Re not learning names- perhaps you’re a non-verbal learner, or another kind of learner. (Which gets us into learning styles: kinaesthetic, verbal, etc… plus the whole theory of multiple intelligences. Many ways to slice the pie.)
The taxonomy is a bit sensitive- people are offended by labels and because this is tourism, we don’t want to alienate anybody. With EQ, they had to change a lot of the labels to make them more appealing to people who wanted to self-identify among them. Thus “familiarity seekers” became “Gentle Explorers”, hedonists became “Free Spirits” and so on.
As my personal travel list has grown, so has my thirst for deeper knowledge of the things I see and experience in travel. The South Pacific/Asia trip this winter was preceded by an earlier visit 5 years ago. That first trip expanded my of the world and left me thirsting for the second experience. Thank you for the knowledge you shared. You have no idea how this has enriched my life.
Thanks very much John- there’s no higher compliment you can give to an interpreter.
I heartily agree that we need to transition the concept of interpretation more to experience opportunity design, much as Van Matre argues. Yet I wouldn’t abandon (if you are) an important behavioral objective which is thinking. As Ham argues, our goal as an interpreter is to provoke thought and thought, if well provoked, has a strong affective component (“Wow, I just had this cool idea!” or “I’m braver than I had imagined”, people forge those relationships with a place. I believe there are emotional connections that follow two paths as the Elaboration Likelihood Model has argued for years: through thought (elaboration) and through not thought. ELM talks about cues for people coming to decisions (such as a person’s credibility), but I would also include all the experiential elements that you mention that create strong positive associations with a place. But if the visitor doesn’t create new and positive meaning about a place and his/her relationship to place, we have achieved our principal goal as interpreters. Without meaning created (if that’s even possible) then maybe those people you cite who months later defend the climate change theory, wouldn’t defend climate change theory. People in reality always create meaning, our job as interpreters is to guide, coax, nudge that meaning making in a direction toward the place as a component of the overall experience opportunity. I would argue it is the most important component. But it is not education.
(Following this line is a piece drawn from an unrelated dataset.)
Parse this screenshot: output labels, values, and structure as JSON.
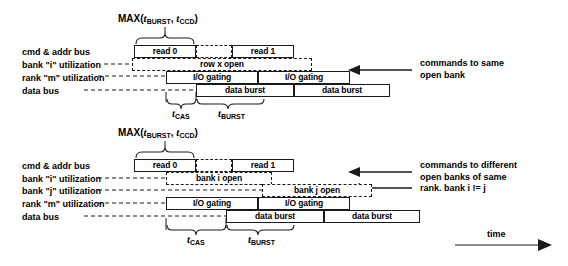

Late to the party so there’s probably no-one here, but…
‘our job as interpreters is to guide, coax, nudge that meaning making in a direction toward the place as a component of the overall experience opportunity. I would argue it is the most important component. But it is not education’
Absolutely and I can’t agree more with Don either, but it’s a failure to express what we do, or explain to our managers what we do, because they hear learning and think education or knowledge gain, but when we say learning I hope we really mean:
‘Learning is any relatively permanent change in behavior* that occurs as a result of experience’ S. P. Robbins.
‘Learning is a change in behaviour* as a result of experience. Learning can be defined as relatively permanent change in behaviour* potentiality that results from reinforced practice or experience’ (Steers and Porter).
Which is totally in keeping with Don’s argument. And indeed Tilden’s writings as long as the reader recognises the emphasis on experience and revelation rather than get caught up with that line about understanding.
*beliefs or attitudes would sound better, but behaviour is easier to measure, so behaviour it is.
Thanks Ian- well said. It’s not just our managers, though – it’s fellow interpreters who feel compelled to teach, to lecture, to pontificate. Still so much of that going on.